By the 19th century, European archaeologists such as William Loftus, Jane and Marcel Dieulafoy, and Jacques de Morgan excavated the site extensively. Their discoveries — tablets, sculptures, jewellery, and palace foundations — revealed a continuous human presence stretching back nearly 9,000 years.

Among the most significant finds were the Darius Inscription, the Code of Hammurabi (recovered from Susa), and the architectural remnants of the Apadana Palace — all confirming Susa’s status as one of the great cradles of civilisation.

A historical depiction of Benjamin of Tudela, the 12th-century traveller who recognized the ruins of ancient Susa.

9. The Eternal City

Today, modern Shush is a modest town, its skyline marked by mounds of ancient brick. Yet beneath those mounds lies a city that once ruled empires, hosted kings, and fostered philosophies.

From Elam’s sacred ziggurats to Darius’s marble halls, from Seleucid merchants to Sasanian silk-weavers, Susa’s legacy endures as a mirror of human civilisation — resilient, adaptive, and timeless.

Its ruins whisper not only of power and loss but of continuity, reminding us that the essence of empire lies not in conquest, but in the endurance of culture.
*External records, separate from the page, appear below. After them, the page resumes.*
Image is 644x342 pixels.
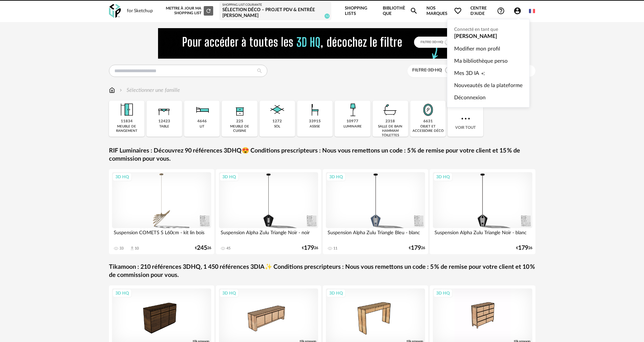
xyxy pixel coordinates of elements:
[109,4,121,18] img: OXP
[306,101,324,119] img: Assise.png
[454,91,523,104] a: Déconnexion
[412,125,444,133] div: objet et accessoire déco
[430,169,535,254] a: 3D HQ Suspension Alpha Zulu Triangle Noir - blanc €17926
[304,246,314,250] span: 179
[197,246,207,250] span: 245
[130,246,135,251] span: Download icon
[219,173,239,181] div: 3D HQ
[310,125,320,129] div: assise
[433,288,453,298] div: 3D HQ
[375,125,406,138] div: salle de bain hammam toilettes
[344,101,362,119] img: Luminaire.png
[454,67,479,79] span: Mes 3D IA
[121,119,133,124] div: 11834
[419,101,437,119] img: Miroir.png
[219,288,239,298] div: 3D HQ
[529,8,535,14] img: fr
[344,125,362,129] div: luminaire
[326,288,346,298] div: 3D HQ
[518,246,528,250] span: 179
[470,5,505,16] span: Centre d'aideHelp Circle Outline icon
[448,101,484,137] div: Voir tout
[109,147,535,163] a: RIF Luminaires : Découvrez 90 références 3DHQ😍 Conditions prescripteurs : Nous vous remettons un ...
[302,246,318,250] div: € 26
[200,125,205,129] div: lit
[268,101,287,119] img: Sol.png
[454,7,462,15] span: Heart Outline icon
[112,173,132,181] div: 3D HQ
[272,119,282,124] div: 1272
[412,68,442,73] span: Filtre 3D HQ
[411,246,421,250] span: 179
[158,28,486,58] img: FILTRE%20HQ%20NEW_V1%20(4).gif
[433,228,533,241] div: Suspension Alpha Zulu Triangle Noir - blanc
[460,113,472,125] img: more.7b13dc1.svg
[409,246,425,250] div: € 26
[516,246,533,250] div: € 26
[118,86,123,94] img: svg+xml;base64,PHN2ZyB3aWR0aD0iMTYiIGhlaWdodD0iMTYiIHZpZXdCb3g9IjAgMCAxNiAxNiIgZmlsbD0ibm9uZSIgeG...
[222,7,329,19] div: Sélection Déco – Projet PDV & entrée [PERSON_NAME]
[117,101,136,119] img: Meuble%20de%20rangement.png
[193,101,211,119] img: Literie.png
[454,55,523,67] a: Ma bibliothèque perso
[323,169,428,254] a: 3D HQ Suspension Alpha Zulu Triangle Bleu - blanc 11 €17926
[325,14,330,19] span: 52
[222,3,329,7] div: Shopping List courante
[514,7,522,15] span: Account Circle icon
[274,125,281,129] div: sol
[127,8,153,14] div: for Sketchup
[514,7,524,15] span: Account Circle icon
[198,119,207,124] div: 4646
[309,119,321,124] div: 33915
[109,169,214,254] a: 3D HQ Suspension COMETS S L60cm - kit lin bois 33 Download icon 10 €24526
[333,246,337,251] div: 11
[120,246,123,251] div: 33
[424,119,433,124] div: 6631
[155,101,174,119] img: Table.png
[230,101,249,119] img: Rangement.png
[385,119,395,124] div: 2318
[326,173,346,181] div: 3D HQ
[497,7,505,15] span: Help Circle Outline icon
[219,228,319,241] div: Suspension Alpha Zulu Triangle Noir - noir
[109,86,115,94] img: svg+xml;base64,PHN2ZyB3aWR0aD0iMTYiIGhlaWdodD0iMTciIHZpZXdCb3g9IjAgMCAxNiAxNyIgZmlsbD0ibm9uZSIgeG...
[159,125,169,129] div: table
[410,7,418,15] span: Magnify icon
[347,119,359,124] div: 10977
[216,169,321,254] a: 3D HQ Suspension Alpha Zulu Triangle Noir - noir 45 €17926
[226,246,230,251] div: 45
[109,263,535,279] a: Tikamoon : 210 références 3DHQ, 1 450 références 3DIA✨ Conditions prescripteurs : Nous vous remet...
[112,228,212,241] div: Suspension COMETS S L60cm - kit lin bois
[164,6,213,16] div: Mettre à jour ma Shopping List
[112,288,132,298] div: 3D HQ
[326,228,426,241] div: Suspension Alpha Zulu Triangle Bleu - blanc
[158,119,170,124] div: 12423
[118,86,180,94] div: Sélectionner une famille
[454,43,523,55] a: Modifier mon profil
[454,79,523,91] a: Nouveautés de la plateforme
[381,101,399,119] img: Salle%20de%20bain.png
[224,125,255,133] div: meuble de cuisine
[454,67,523,79] a: Mes 3D IACreation icon
[135,246,139,251] div: 10
[222,3,329,19] a: Shopping List courante Sélection Déco – Projet PDV & entrée [PERSON_NAME] 52
[205,9,212,13] span: Refresh icon
[111,125,142,133] div: meuble de rangement
[481,67,485,79] span: Creation icon
[195,246,211,250] div: € 26
[236,119,243,124] div: 225
[433,173,453,181] div: 3D HQ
In every fragment unearthed from Shush, the spirit of an empire breathes again — the Eternal City of Kings, where the rivers of history still flow.

Footnotes

  1. Potts, D. T. (2016). _The Archaeology of Elam: Formation and Transformation of an Ancient Iranian State._Cambridge University Press.
  2. Herodotus, Histories, Book I, trans. A. D. Godley, Loeb Classical Library.
  3. Stronach, D. (1989). “The Royal Road System of the Achaemenids.” Iranica Antiqua 24.
  4. Curtis, J. (2010). Ancient Persia. British Museum Press.
  5. De Morgan, J. (1905). Mission scientifique en Perse. Paris.
  6. Tabari, History of the Prophets and Kings (translated by Franz Rosenthal, SUNY Press, 1989).